The Greatest Gift of All
By Donna Gates, as seen on:
Positive change starts with small steps, and it often starts at home. We are entering one of the busiest and most socially active times of the year. Our children and grandchildren have headed back to school. There will be bake sales and classroom parties. There will be Halloween candy and holiday celebrations. The months between September and the New Year are often a happy time filled with wonderful memories.
But this period can also be stressful. It demands a great deal of our time; it can be taxing on our emotions and put pressure on our pocketbooks. It can also be a time when we add to the stress by over-indulging and abandoning healthy eating and lifestyle habits. Best laid plans and resolutions fall to the wayside as we get caught up in the excitement and our desire to make everybody happy.
I am a part of the Baby Boomer generation. There are quite a lot of us out there—80 million or so. Boomers were born between 1946 and 1964, during the optimistic, prosperous years after the Second World War had ended. The eldest of us are nearing retirement now, and the youngest of us are facing midlife challenges like empty nest syndrome and career change.
We are a generation that has been characterized by creativity, idealism, and an eagerness to challenge the conventional. Boomers have helped to bring about a lot of positive change. But we’ve also been a narcissistic generation. In our desire to achieve all of our dreams, we have not always shown good judgment or foresight. Today, we are witnessing the results of our selfishness and bad choices, with many of us and our children and grandchildren ill, toxic and obese.
But this doesn’t have to be the end of our story. We have the opportunity to turn things around and leave a legacy we can be proud of and that will resonate positively for years and generations to come.
Now is a good time to ask yourself how you can start making a real impact in your own health and in the health of those you love. What small changes will you make that might have lasting consequences on your family’s lives? Maybe it will be to eliminate a couple of those starchy Thanksgiving dishes and replace them with vegetables or a healthy grain like quinoa instead? Maybe you will decide to find tasty, but sugar-free snacks to toss in the Halloween bags this year? Perhaps you will add fermented foods and probiotics to your children’s lunch bags so that their immune system is stronger and better able to fight off the inevitable flues and colds of the winter season?
As the weather grows cooler and the days shorten, we have an opportunity to gather and to store—to reflect, embrace new ideas, and make changes for the year ahead. It is a time of giving from our own abundance, and this includes what we learn and what we know. Whether you are a “Boomer” or not, take this opportunity to give your family the greatest gift of all—a happy, healthy, and long life.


● What this task involves
Look through the entries below and count the lines with the word "Services" in them; give only the number.

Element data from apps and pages
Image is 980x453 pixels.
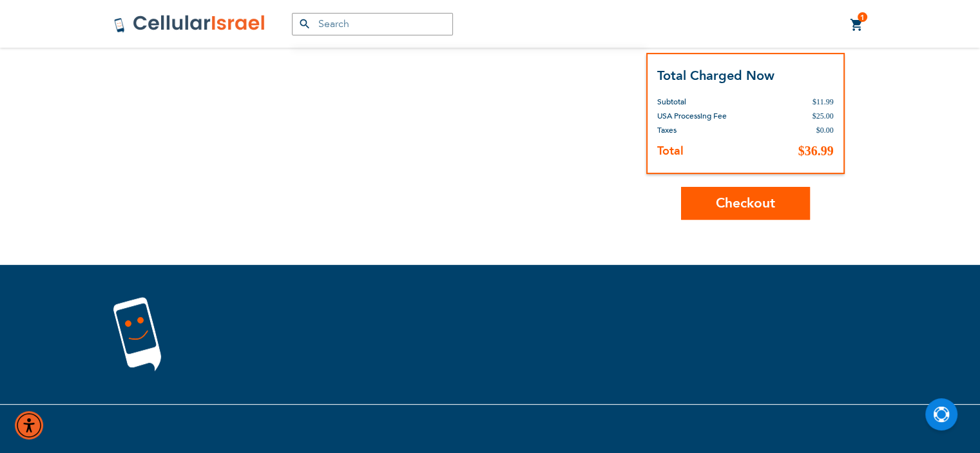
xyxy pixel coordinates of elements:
span: Checkout [716,194,775,213]
th: Taxes [657,123,775,137]
span: $36.99 [798,144,834,158]
div: Accessibility Menu [15,411,43,440]
span: $0.00 [816,126,834,135]
span: 1 [860,12,864,23]
button: Checkout [681,187,810,220]
strong: Total Charged Now [657,67,775,85]
img: Cellular Israel [113,14,266,34]
span: $11.99 [812,98,834,106]
input: Search [292,13,453,35]
a: 1 [850,18,864,33]
strong: Total [657,143,683,159]
th: Subtotal [657,85,775,109]
span: $25.00 [812,111,834,120]
span: USA Processing Fee [657,111,726,121]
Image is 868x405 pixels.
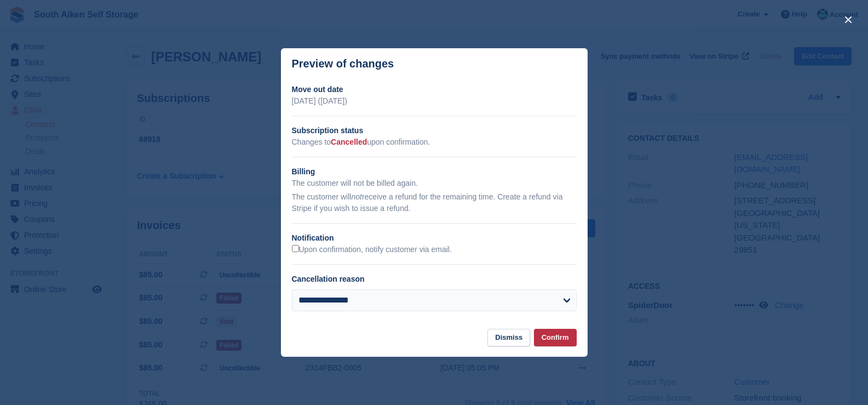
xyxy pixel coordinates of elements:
h2: Move out date [292,84,577,95]
span: Cancelled [331,137,367,146]
button: Confirm [534,329,577,347]
h2: Notification [292,232,577,244]
button: close [840,11,857,28]
h2: Subscription status [292,125,577,137]
p: The customer will receive a refund for the remaining time. Create a refund via Stripe if you wish... [292,191,577,214]
p: The customer will not be billed again. [292,177,577,189]
button: Dismiss [487,329,530,347]
p: [DATE] ([DATE]) [292,95,577,107]
label: Upon confirmation, notify customer via email. [292,245,452,255]
input: Upon confirmation, notify customer via email. [292,245,299,252]
label: Cancellation reason [292,275,365,283]
h2: Billing [292,166,577,177]
em: not [351,192,361,201]
p: Changes to upon confirmation. [292,137,577,148]
p: Preview of changes [292,58,394,70]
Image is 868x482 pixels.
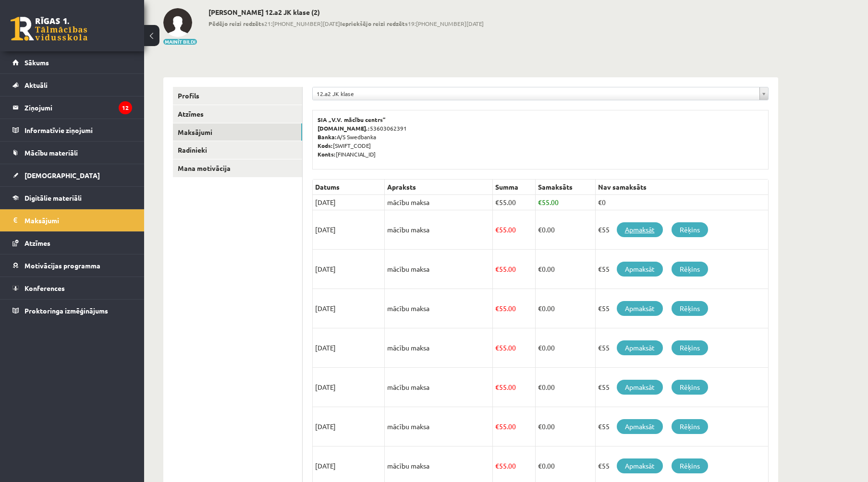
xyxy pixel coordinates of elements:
[318,115,386,123] b: SIA „V.V. mācību centrs”
[119,101,132,114] i: 12
[538,461,542,470] span: €
[493,249,536,289] td: 55.00
[12,232,132,254] a: Atzīmes
[25,148,78,157] span: Mācību materiāli
[493,328,536,368] td: 55.00
[495,383,499,391] span: €
[617,340,663,355] a: Apmaksāt
[313,289,385,328] td: [DATE]
[208,20,264,27] b: Pēdējo reizi redzēts
[25,306,108,315] span: Proktoringa izmēģinājums
[313,407,385,446] td: [DATE]
[385,289,493,328] td: mācību maksa
[12,277,132,299] a: Konferences
[535,180,595,195] th: Samaksāts
[12,299,132,322] a: Proktoringa izmēģinājums
[173,123,302,141] a: Maksājumi
[25,284,65,293] span: Konferences
[672,222,708,237] a: Rēķins
[11,17,88,41] a: Rīgas 1. Tālmācības vidusskola
[535,195,595,210] td: 55.00
[672,301,708,316] a: Rēķins
[672,262,708,276] a: Rēķins
[495,422,499,430] span: €
[318,141,333,149] b: Kods:
[595,249,768,289] td: €55
[12,209,132,231] a: Maksājumi
[25,238,51,247] span: Atzīmes
[12,254,132,276] a: Motivācijas programma
[385,180,493,195] th: Apraksts
[535,328,595,368] td: 0.00
[495,343,499,352] span: €
[495,264,499,273] span: €
[538,422,542,430] span: €
[595,195,768,210] td: €0
[538,383,542,391] span: €
[313,195,385,210] td: [DATE]
[535,249,595,289] td: 0.00
[617,262,663,276] a: Apmaksāt
[493,289,536,328] td: 55.00
[595,407,768,446] td: €55
[173,105,302,123] a: Atzīmes
[617,380,663,394] a: Apmaksāt
[535,368,595,407] td: 0.00
[595,289,768,328] td: €55
[318,124,370,132] b: [DOMAIN_NAME].:
[25,193,82,202] span: Digitālie materiāli
[493,210,536,249] td: 55.00
[316,88,756,100] span: 12.a2 JK klase
[538,304,542,312] span: €
[595,328,768,368] td: €55
[535,289,595,328] td: 0.00
[617,459,663,473] a: Apmaksāt
[163,8,192,37] img: Eduards Maksimovs
[12,186,132,209] a: Digitālie materiāli
[313,328,385,368] td: [DATE]
[163,39,197,44] button: Mainīt bildi
[12,74,132,96] a: Aktuāli
[313,88,768,100] a: 12.a2 JK klase
[25,171,100,180] span: [DEMOGRAPHIC_DATA]
[313,368,385,407] td: [DATE]
[313,210,385,249] td: [DATE]
[313,249,385,289] td: [DATE]
[173,141,302,159] a: Radinieki
[25,96,132,118] legend: Ziņojumi
[208,8,484,16] h2: [PERSON_NAME] 12.a2 JK klase (2)
[173,159,302,177] a: Mana motivācija
[617,419,663,434] a: Apmaksāt
[495,225,499,234] span: €
[595,180,768,195] th: Nav samaksāts
[672,459,708,473] a: Rēķins
[340,20,408,27] b: Iepriekšējo reizi redzēts
[25,58,49,67] span: Sākums
[535,210,595,249] td: 0.00
[535,407,595,446] td: 0.00
[25,119,132,141] legend: Informatīvie ziņojumi
[12,119,132,141] a: Informatīvie ziņojumi
[385,210,493,249] td: mācību maksa
[595,210,768,249] td: €55
[25,209,132,231] legend: Maksājumi
[493,368,536,407] td: 55.00
[495,461,499,470] span: €
[318,150,336,158] b: Konts:
[617,222,663,237] a: Apmaksāt
[672,340,708,355] a: Rēķins
[672,380,708,394] a: Rēķins
[538,197,542,206] span: €
[318,115,764,159] p: 53603062391 A/S Swedbanka [SWIFT_CODE] [FINANCIAL_ID]
[538,225,542,234] span: €
[12,96,132,118] a: Ziņojumi12
[208,19,484,28] span: 21:[PHONE_NUMBER][DATE] 19:[PHONE_NUMBER][DATE]
[385,407,493,446] td: mācību maksa
[385,328,493,368] td: mācību maksa
[25,81,48,89] span: Aktuāli
[538,264,542,273] span: €
[385,368,493,407] td: mācību maksa
[385,249,493,289] td: mācību maksa
[617,301,663,316] a: Apmaksāt
[493,195,536,210] td: 55.00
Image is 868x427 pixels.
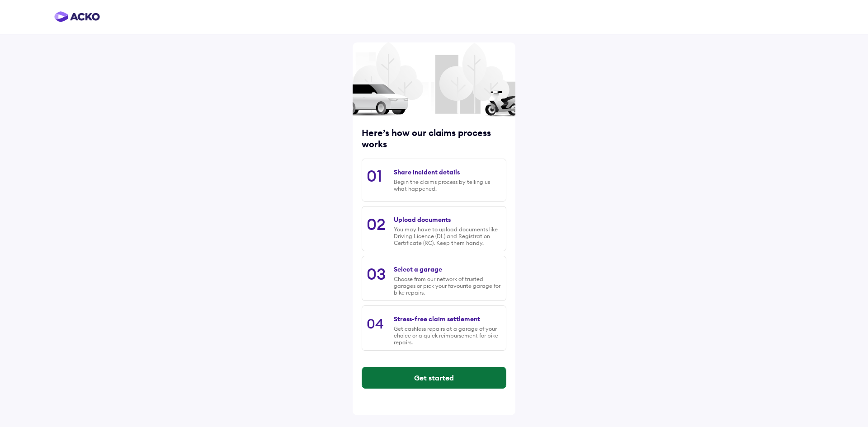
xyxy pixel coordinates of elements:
img: trees [353,15,516,141]
div: Begin the claims process by telling us what happened. [394,179,502,192]
div: Choose from our network of trusted garages or pick your favourite garage for bike repairs. [394,276,502,296]
div: 02 [366,214,386,234]
img: car and scooter [353,82,516,117]
div: 03 [366,264,386,284]
div: Share incident details [394,168,460,176]
div: Upload documents [394,216,451,223]
div: Select a garage [394,266,442,273]
div: You may have to upload documents like Driving Licence (DL) and Registration Certificate (RC). Kee... [394,226,502,246]
div: 04 [366,315,384,332]
div: Stress-free claim settlement [394,315,480,323]
img: horizontal-gradient.png [54,11,100,22]
button: Get started [362,367,506,388]
div: Get cashless repairs at a garage of your choice or a quick reimbursement for bike repairs. [394,326,502,346]
div: 01 [366,166,382,186]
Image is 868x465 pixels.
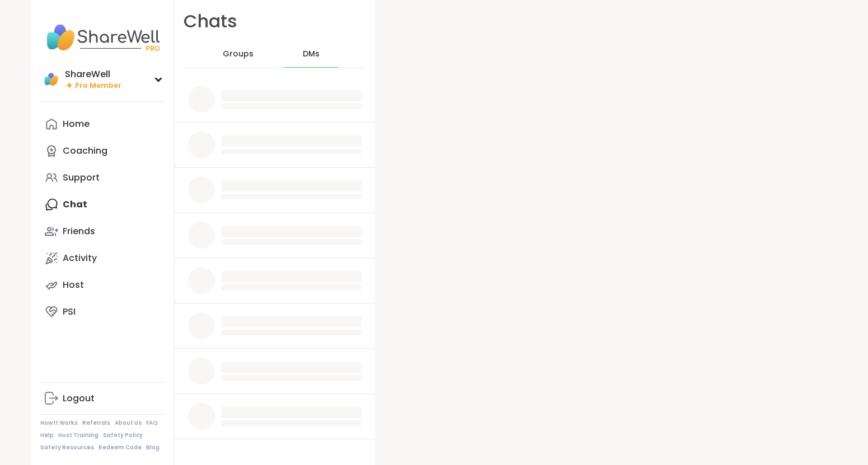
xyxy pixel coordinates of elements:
[146,445,159,452] a: Blog
[62,172,99,184] div: Support
[40,419,78,427] a: How It Works
[62,118,90,130] div: Home
[303,49,319,60] span: DMs
[40,245,165,272] a: Activity
[40,111,165,138] a: Home
[40,272,165,299] a: Host
[75,81,121,91] span: Pro Member
[40,385,165,412] a: Logout
[82,419,110,427] a: Referrals
[40,432,54,440] a: Help
[103,432,143,440] a: Safety Policy
[65,69,121,80] div: ShareWell
[62,145,107,157] div: Coaching
[62,225,95,238] div: Friends
[222,49,253,60] span: Groups
[40,445,94,452] a: Safety Resources
[40,138,165,165] a: Coaching
[40,218,165,245] a: Friends
[62,306,76,318] div: PSI
[40,165,165,192] a: Support
[62,252,97,265] div: Activity
[43,70,61,88] img: ShareWell
[114,419,142,427] a: About Us
[58,432,99,440] a: Host Training
[146,419,158,427] a: FAQ
[62,279,84,292] div: Host
[184,9,237,34] h1: Chats
[62,392,95,405] div: Logout
[40,18,165,57] img: ShareWell Nav Logo
[99,445,142,452] a: Redeem Code
[40,299,165,326] a: PSI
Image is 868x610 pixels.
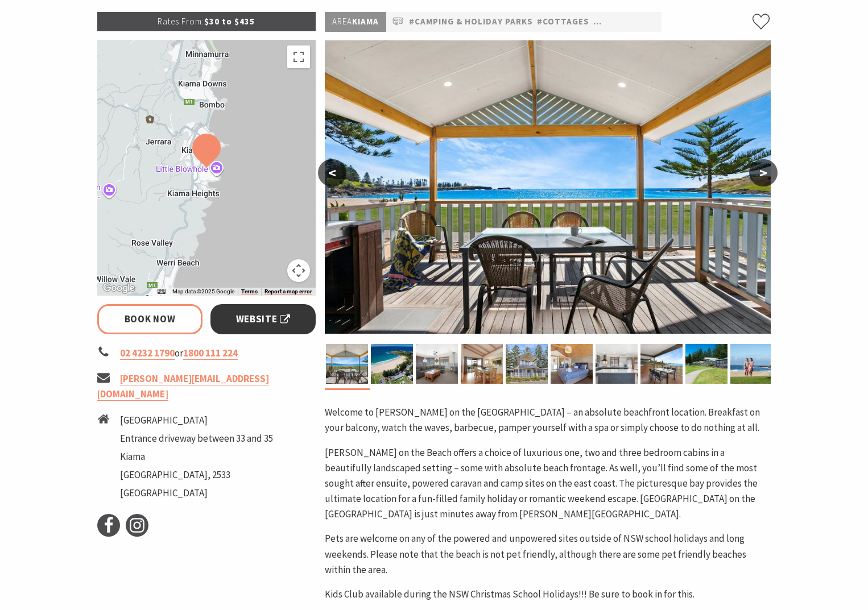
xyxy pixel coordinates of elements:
span: Map data ©2025 Google [172,288,235,294]
p: Welcome to [PERSON_NAME] on the [GEOGRAPHIC_DATA] – an absolute beachfront location. Breakfast on... [325,405,771,435]
button: > [749,159,778,186]
a: #Pet Friendly [593,15,659,28]
p: Kids Club available during the NSW Christmas School Holidays!!! Be sure to book in for this. [325,586,771,602]
img: Aerial view of Kendalls on the Beach Holiday Park [371,344,413,384]
a: #Cottages [537,15,589,28]
li: [GEOGRAPHIC_DATA], 2533 [120,467,273,483]
img: Kendalls on the Beach Holiday Park [505,344,548,384]
li: [GEOGRAPHIC_DATA] [120,485,273,500]
button: Keyboard shortcuts [158,288,165,295]
img: Lounge room in Cabin 12 [416,344,458,384]
a: Book Now [97,304,202,334]
span: Website [236,311,291,327]
a: 02 4232 1790 [120,347,175,360]
img: Google [100,281,138,295]
a: Report a map error [264,288,312,294]
button: Map camera controls [287,259,310,282]
img: Full size kitchen in Cabin 12 [595,344,637,384]
a: [PERSON_NAME][EMAIL_ADDRESS][DOMAIN_NAME] [97,372,270,401]
p: [PERSON_NAME] on the Beach offers a choice of luxurious one, two and three bedroom cabins in a be... [325,445,771,522]
a: Open this area in Google Maps (opens a new window) [100,281,138,295]
span: Rates From: [158,16,204,27]
li: or [97,346,316,361]
img: Beachfront cabins at Kendalls on the Beach Holiday Park [686,344,727,384]
a: Terms (opens in new tab) [241,288,258,294]
p: Pets are welcome on any of the powered and unpowered sites outside of NSW school holidays and lon... [325,531,771,577]
p: Kiama [325,12,386,32]
span: Area [332,16,352,27]
p: $30 to $435 [97,12,316,31]
a: #Camping & Holiday Parks [409,15,533,28]
img: Kendalls on the Beach Holiday Park [461,344,503,384]
img: Kendalls on the Beach Holiday Park [326,344,368,384]
a: Website [211,304,316,334]
li: [GEOGRAPHIC_DATA] [120,413,273,428]
a: 1800 111 224 [183,347,238,360]
img: Kendalls Beach [730,344,772,384]
li: Kiama [120,449,273,464]
button: < [318,159,347,186]
img: Kendalls on the Beach Holiday Park [551,344,593,384]
img: Enjoy the beachfront view in Cabin 12 [641,344,682,384]
li: Entrance driveway between 33 and 35 [120,430,273,446]
button: Toggle fullscreen view [287,46,310,68]
img: Kendalls on the Beach Holiday Park [325,40,771,333]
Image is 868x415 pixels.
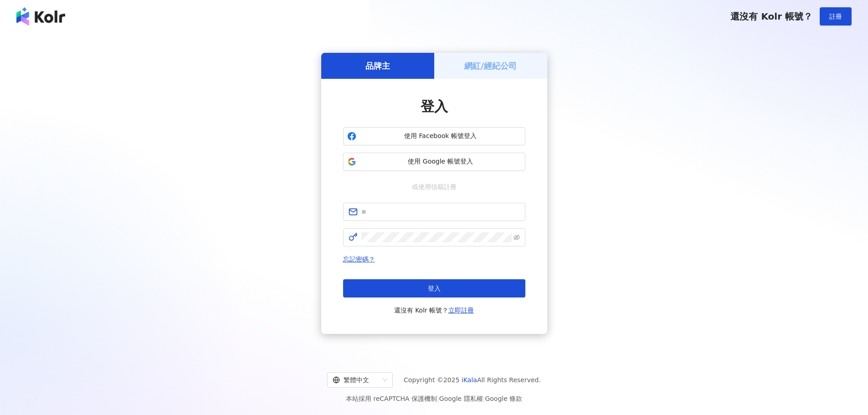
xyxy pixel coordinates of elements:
[394,305,474,315] span: 還沒有 Kolr 帳號？
[343,152,525,171] button: 使用 Google 帳號登入
[484,395,522,402] a: Google 條款
[428,285,440,292] span: 登入
[343,127,525,145] button: 使用 Facebook 帳號登入
[439,395,483,402] a: Google 隱私權
[366,60,390,72] h5: 品牌主
[829,13,842,20] span: 註冊
[333,373,379,387] div: 繁體中文
[730,11,812,22] span: 還沒有 Kolr 帳號？
[360,157,521,166] span: 使用 Google 帳號登入
[464,60,517,72] h5: 網紅/經紀公司
[462,376,477,383] a: iKala
[404,374,541,385] span: Copyright © 2025 All Rights Reserved.
[513,234,520,241] span: eye-invisible
[16,7,65,26] img: logo
[360,131,521,141] span: 使用 Facebook 帳號登入
[448,306,474,313] a: 立即註冊
[437,395,439,402] span: |
[346,393,522,404] span: 本站採用 reCAPTCHA 保護機制
[421,99,448,114] span: 登入
[483,395,485,402] span: |
[406,182,463,192] span: 或使用信箱註冊
[343,256,375,263] a: 忘記密碼？
[343,279,525,297] button: 登入
[820,7,851,26] button: 註冊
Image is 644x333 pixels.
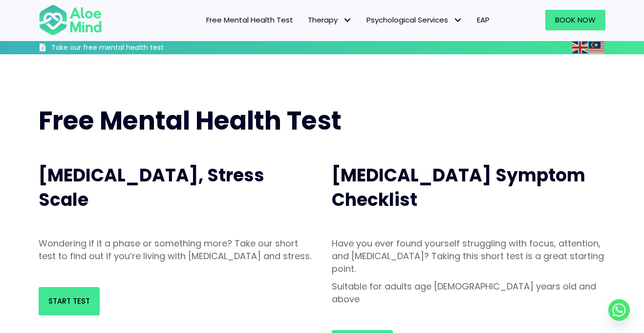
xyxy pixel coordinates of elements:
nav: Menu [115,10,497,30]
span: Therapy [308,15,352,25]
span: Psychological Services: submenu [450,13,464,28]
a: Whatsapp [608,299,630,321]
a: Start Test [39,287,100,316]
span: EAP [477,15,490,25]
span: [MEDICAL_DATA] Symptom Checklist [332,163,585,212]
a: Free Mental Health Test [199,10,301,30]
span: Therapy: submenu [340,13,354,28]
a: English [572,42,588,53]
img: en [572,42,588,53]
a: Psychological ServicesPsychological Services: submenu [359,10,470,30]
a: Book Now [545,10,605,30]
span: Free Mental Health Test [206,15,293,25]
a: TherapyTherapy: submenu [301,10,359,30]
a: EAP [470,10,497,30]
span: Book Now [555,15,596,25]
span: Start Test [48,296,90,306]
p: Suitable for adults age [DEMOGRAPHIC_DATA] years old and above [332,280,605,305]
img: ms [588,42,604,53]
a: Malay [588,42,605,53]
a: Take our free mental health test [39,43,216,54]
span: [MEDICAL_DATA], Stress Scale [39,163,264,212]
img: Aloe mind Logo [39,4,102,36]
h3: Take our free mental health test [51,43,216,53]
p: Wondering if it a phase or something more? Take our short test to find out if you’re living with ... [39,237,312,263]
span: Psychological Services [366,15,462,25]
span: Free Mental Health Test [39,103,342,138]
p: Have you ever found yourself struggling with focus, attention, and [MEDICAL_DATA]? Taking this sh... [332,237,605,275]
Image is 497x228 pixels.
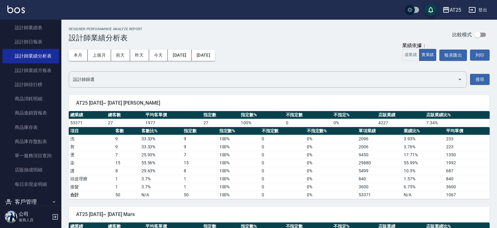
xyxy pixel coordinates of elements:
td: 840 [445,174,490,182]
button: [DATE] [168,49,192,61]
a: 設計師排行榜 [2,77,59,91]
th: 不指定% [332,111,377,119]
td: 50 [114,190,140,198]
td: 1977 [144,119,202,126]
td: 0 % [305,182,357,190]
p: 服務人員 [19,217,50,222]
th: 總客數 [107,111,144,119]
td: 1 [114,174,140,182]
a: 商品庫存盤點表 [2,134,59,148]
button: 客戶管理 [2,193,59,209]
table: a dense table [69,111,490,127]
td: 100 % [218,166,260,174]
td: 100 % [218,182,260,190]
h2: Designer Perforamnce Analyze Report [69,27,143,31]
th: 指定數% [218,127,260,135]
td: 100 % [239,119,284,126]
td: 0 [260,150,305,158]
td: 27 [202,119,240,126]
span: AT25 [DATE]~ [DATE] Mars [76,211,483,217]
p: 比較模式 [453,31,472,38]
td: 33.33 % [140,142,182,150]
th: 總業績 [69,111,107,119]
td: 53371 [69,119,107,126]
button: 今天 [149,49,168,61]
td: 0 % [305,142,357,150]
td: 0 [260,134,305,142]
td: 3.7 % [140,174,182,182]
button: 上個月 [88,49,111,61]
th: 項目 [69,127,114,135]
td: 10.3 % [403,166,445,174]
td: 8 [114,166,140,174]
a: 設計師日報表 [2,35,59,49]
td: 9 [114,142,140,150]
td: 3.7 % [140,182,182,190]
button: 前天 [111,49,130,61]
td: 1.57 % [403,174,445,182]
td: 2096 [357,134,403,142]
input: 選擇設計師 [72,74,455,85]
td: 55.56 % [140,158,182,166]
td: 頭皮理療 [69,174,114,182]
td: 100 % [218,158,260,166]
th: 平均單價 [445,127,490,135]
a: 商品進銷貨報表 [2,106,59,120]
td: 3600 [445,182,490,190]
td: 6.75 % [403,182,445,190]
td: 3.76 % [403,142,445,150]
h3: 設計師業績分析表 [69,33,143,42]
td: 合計 [69,190,114,198]
td: 4227 [377,119,425,126]
td: 1 [182,182,218,190]
td: 33.33 % [140,134,182,142]
td: 0 % [305,150,357,158]
td: 50 [182,190,218,198]
td: 3600 [357,182,403,190]
a: 每日非現金明細 [2,177,59,191]
th: 不指定數% [305,127,357,135]
td: 1350 [445,150,490,158]
th: 指定數% [239,111,284,119]
th: 不指定數 [285,111,333,119]
a: 店販抽成明細 [2,162,59,177]
td: 0 % [305,134,357,142]
td: 100 % [218,150,260,158]
td: 687 [445,166,490,174]
td: 9450 [357,150,403,158]
td: 1 [114,182,140,190]
td: 840 [357,174,403,182]
th: 業績比% [403,127,445,135]
td: 1067 [445,190,490,198]
span: AT25 [DATE]~ [DATE] [PERSON_NAME] [76,100,483,106]
a: 商品庫存表 [2,120,59,134]
button: 報表匯出 [440,49,467,61]
td: 9 [182,134,218,142]
td: 0 % [305,166,357,174]
td: 0 [285,119,333,126]
td: 染 [69,158,114,166]
button: 列印 [470,49,490,60]
td: 223 [445,142,490,150]
th: 店販業績比% [425,111,490,119]
td: 100 % [218,174,260,182]
td: 25.93 % [140,150,182,158]
td: 7 [182,150,218,158]
td: 0 [260,174,305,182]
a: 商品消耗明細 [2,91,59,106]
button: [DATE] [192,49,215,61]
td: 9 [114,134,140,142]
button: 本月 [69,49,88,61]
td: 5499 [357,166,403,174]
td: 55.99 % [403,158,445,166]
td: 1 [182,174,218,182]
td: 0 [260,142,305,150]
th: 店販業績 [377,111,425,119]
button: 實業績 [419,49,437,61]
img: Person [5,210,17,223]
td: 0 [260,158,305,166]
td: 2006 [357,142,403,150]
td: 7 [114,150,140,158]
td: 29880 [357,158,403,166]
th: 不指定數 [260,127,305,135]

● Response area
3